### WHAT YOU WILL DO:
Copy out exactly, and only, the lines from the one containing "Describe the element at coordinates (334, 362)" through the end of the entries. No pictures.

+===+

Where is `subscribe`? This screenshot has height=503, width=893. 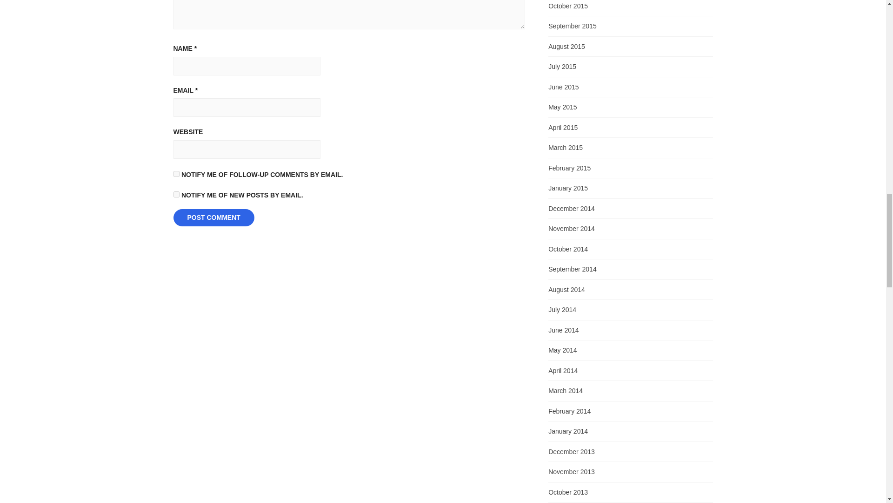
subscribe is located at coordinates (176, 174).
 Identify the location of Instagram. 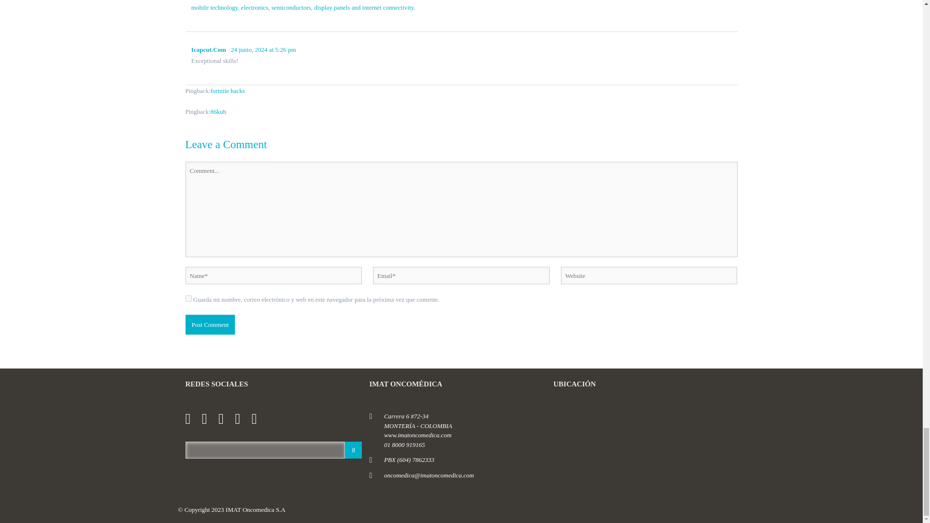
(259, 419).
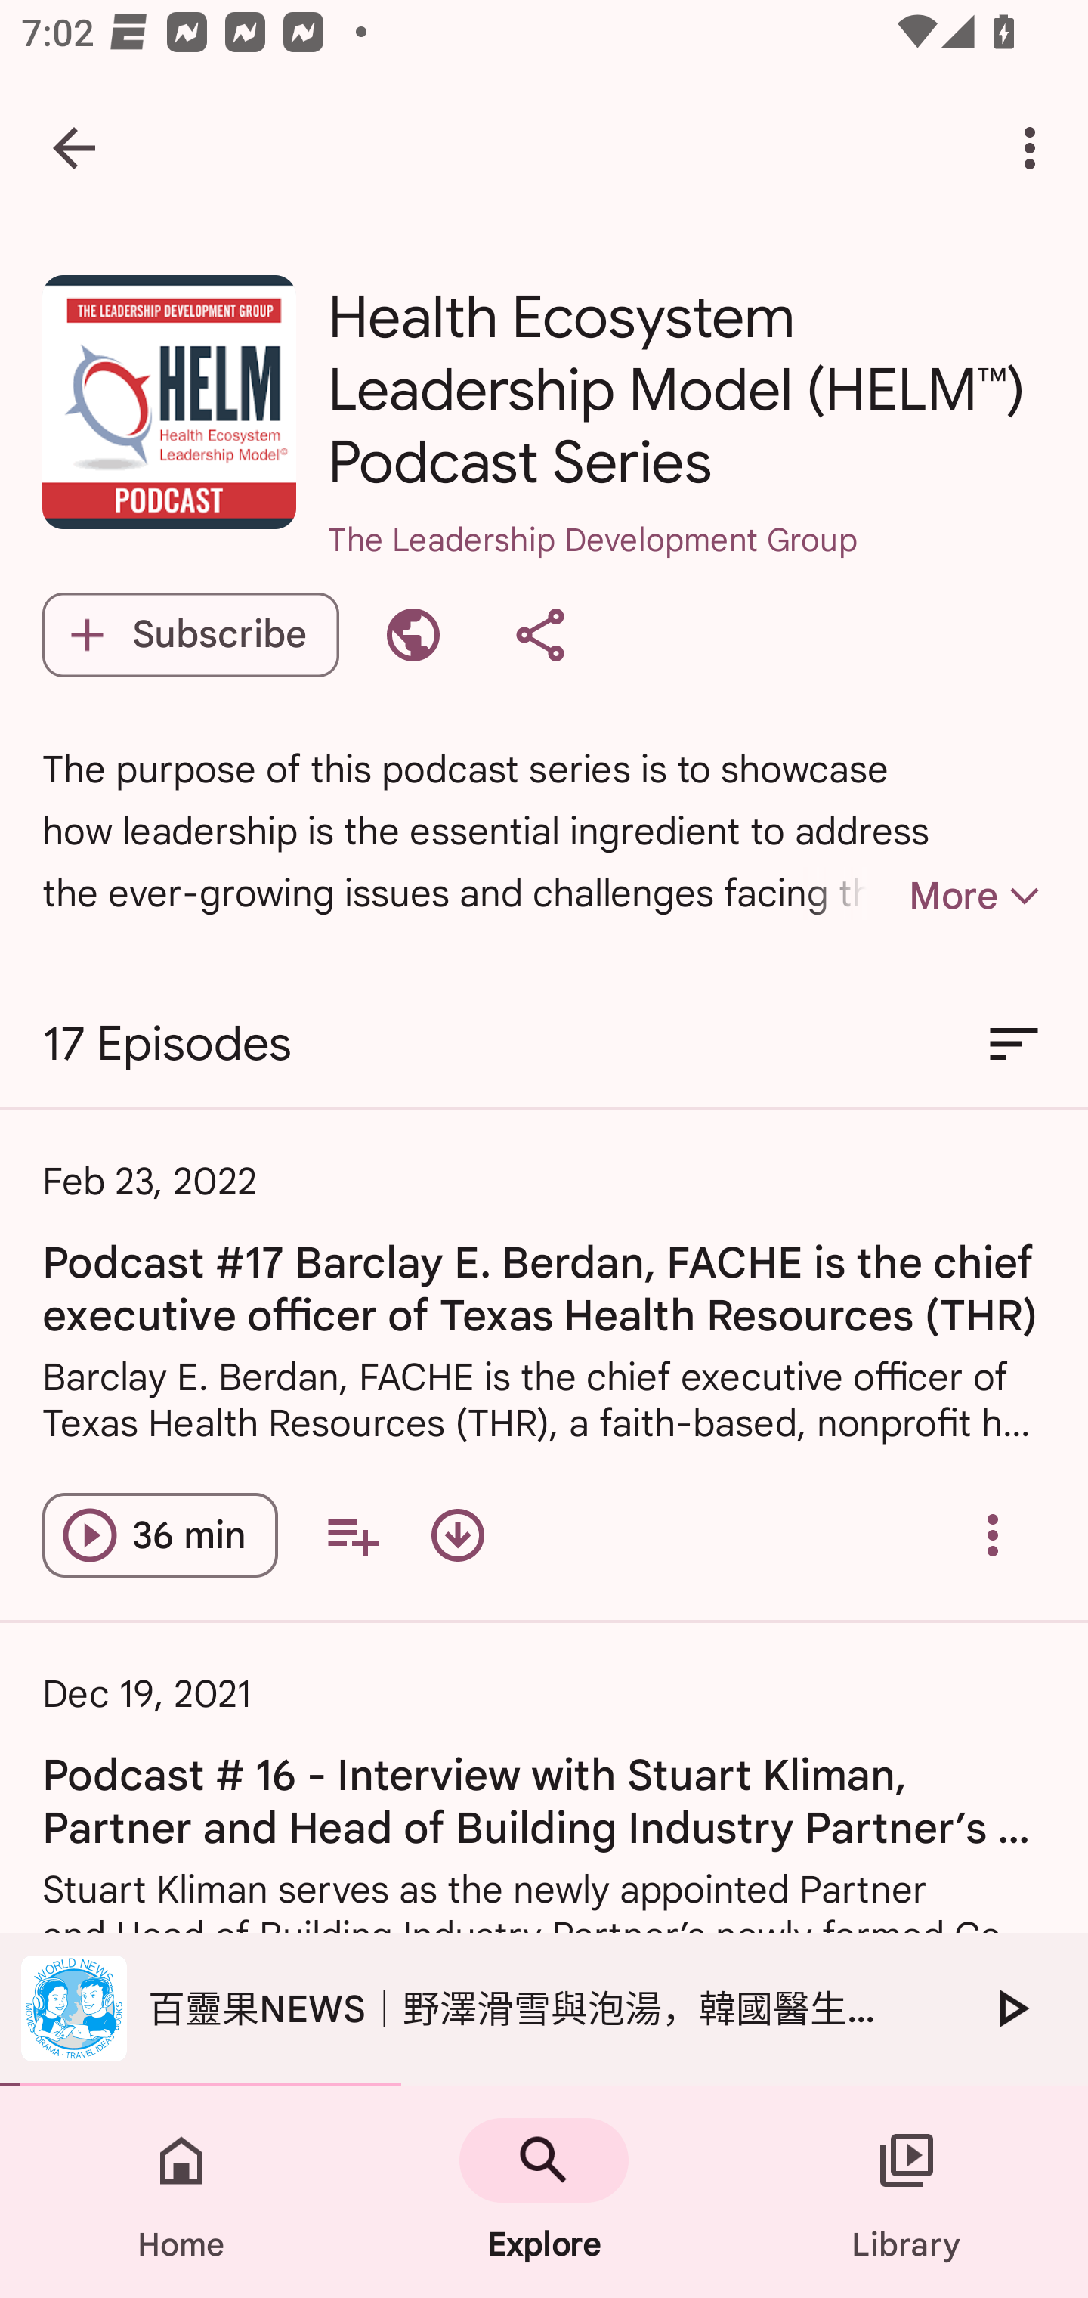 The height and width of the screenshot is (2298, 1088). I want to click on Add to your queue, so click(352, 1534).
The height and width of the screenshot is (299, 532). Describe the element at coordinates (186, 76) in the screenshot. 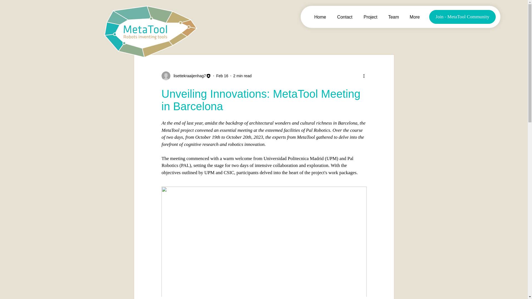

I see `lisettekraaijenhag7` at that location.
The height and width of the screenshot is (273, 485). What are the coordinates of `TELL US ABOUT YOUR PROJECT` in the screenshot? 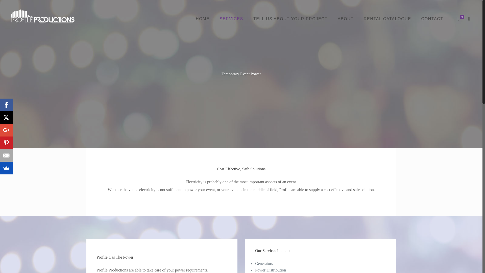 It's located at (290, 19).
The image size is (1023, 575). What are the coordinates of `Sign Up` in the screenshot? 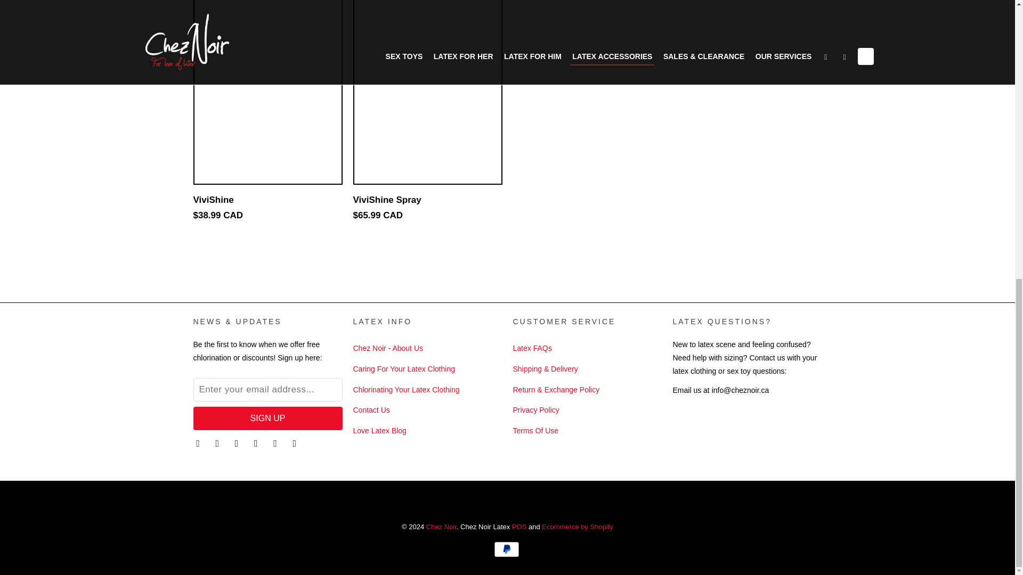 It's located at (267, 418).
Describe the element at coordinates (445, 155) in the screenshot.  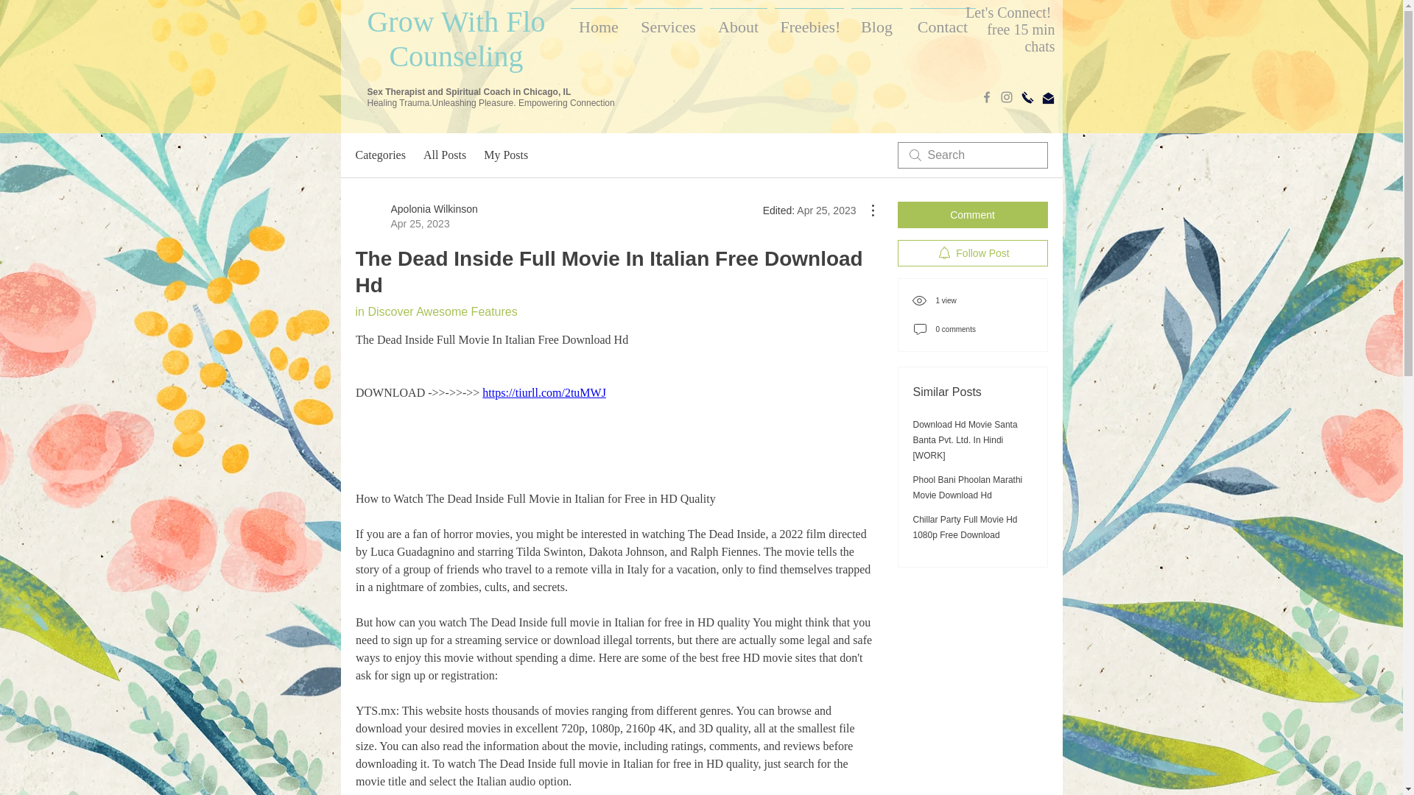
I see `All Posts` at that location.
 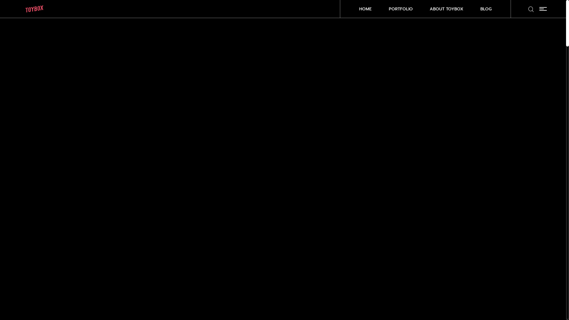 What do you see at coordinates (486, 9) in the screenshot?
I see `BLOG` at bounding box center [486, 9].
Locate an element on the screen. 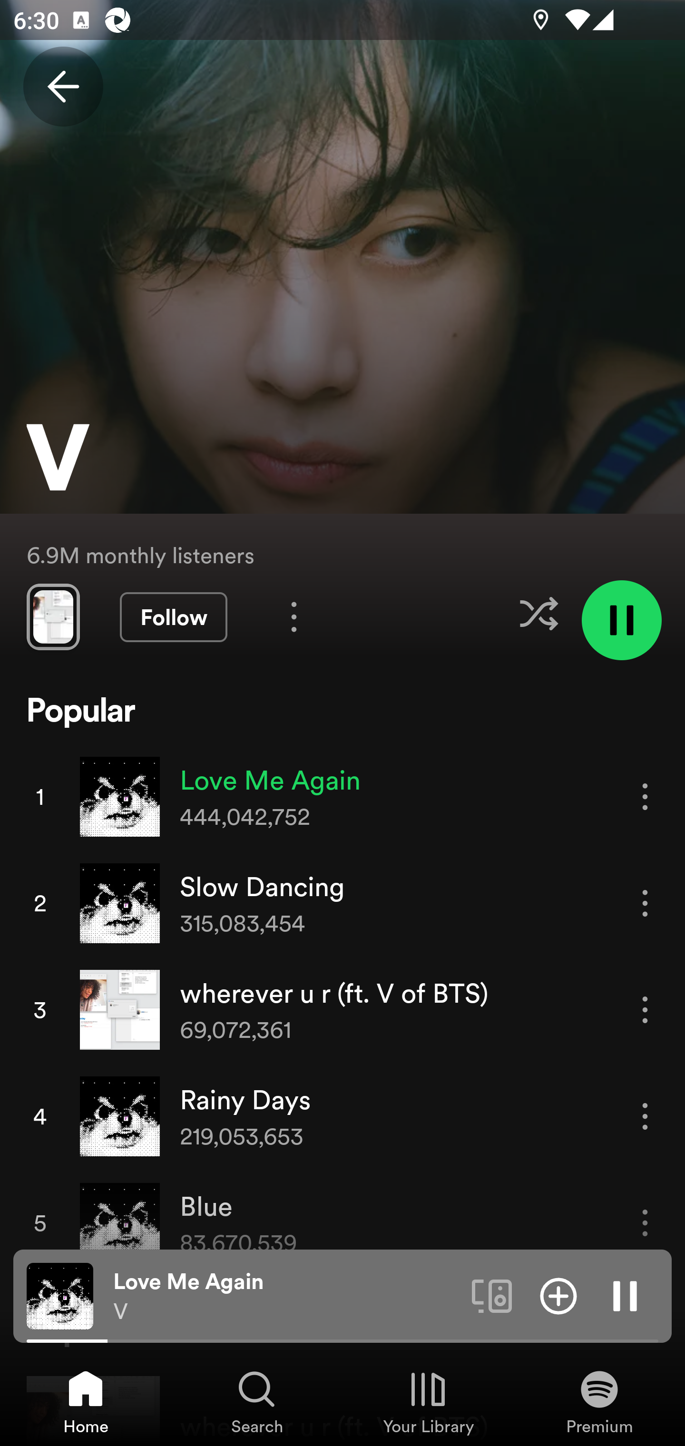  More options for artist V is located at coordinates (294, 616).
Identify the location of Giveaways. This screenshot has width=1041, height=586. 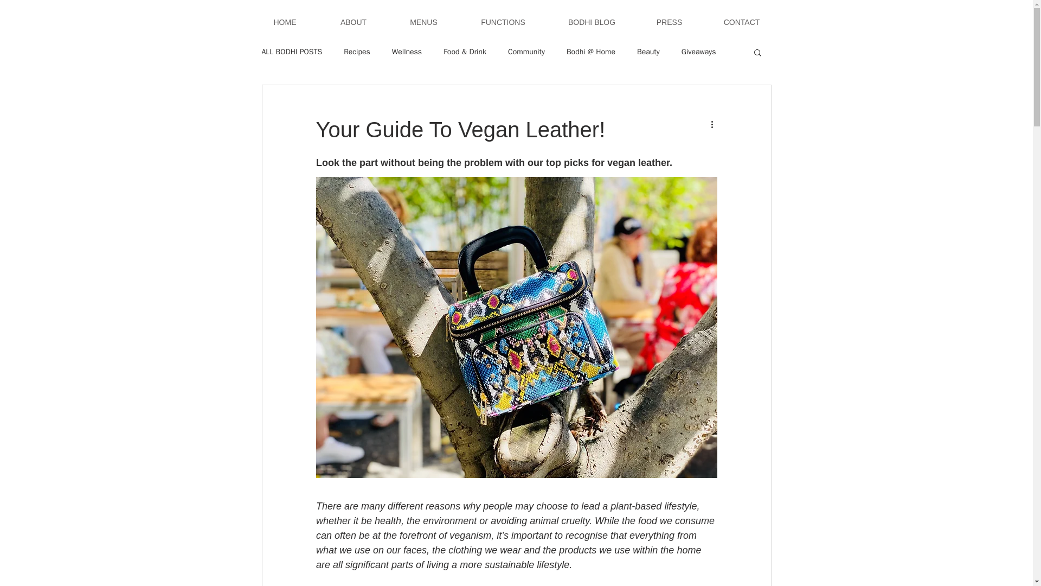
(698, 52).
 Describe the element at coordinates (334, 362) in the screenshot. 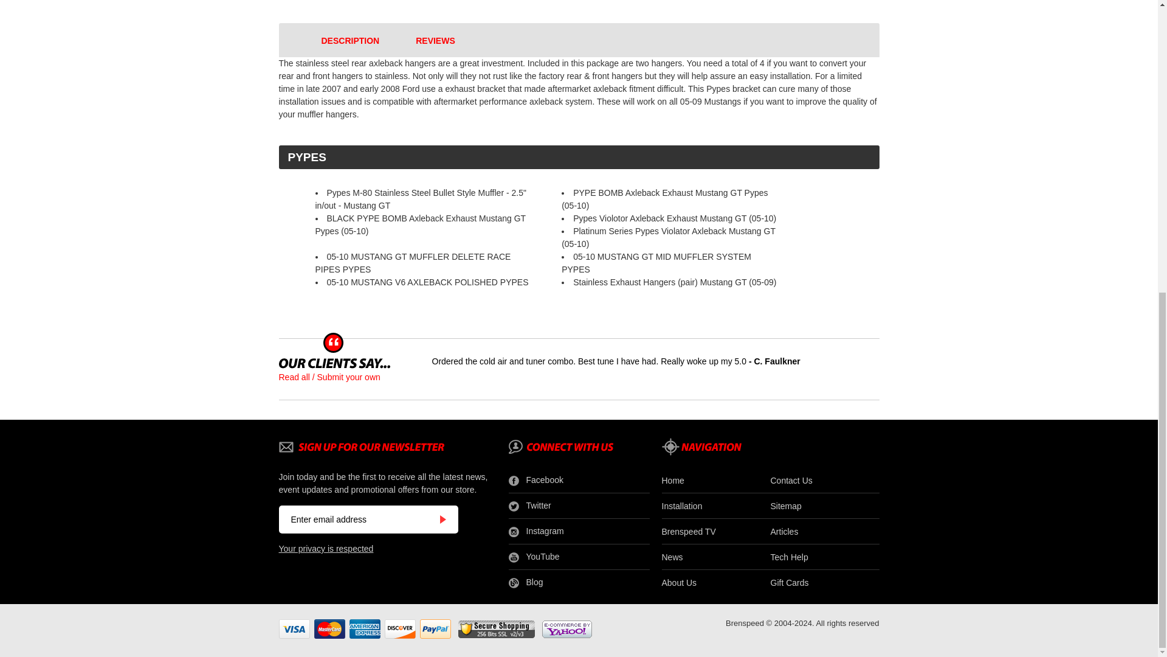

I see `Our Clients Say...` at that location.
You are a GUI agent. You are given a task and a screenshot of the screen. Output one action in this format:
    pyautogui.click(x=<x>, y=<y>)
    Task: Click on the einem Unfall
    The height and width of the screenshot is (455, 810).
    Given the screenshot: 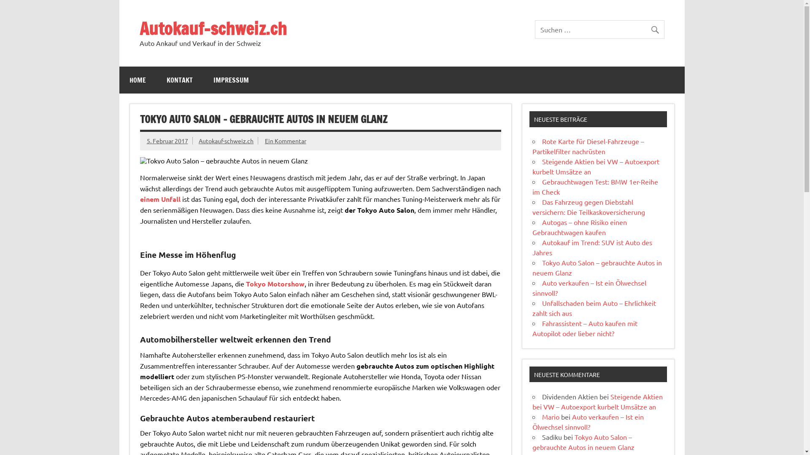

+===+

### OUTPUT BELOW:
 Describe the element at coordinates (334, 362) in the screenshot. 

I see `Our Clients Say...` at that location.
You are a GUI agent. You are given a task and a screenshot of the screen. Output one action in this format:
    pyautogui.click(x=<x>, y=<y>)
    Task: Click on the einem Unfall
    The height and width of the screenshot is (455, 810).
    Given the screenshot: 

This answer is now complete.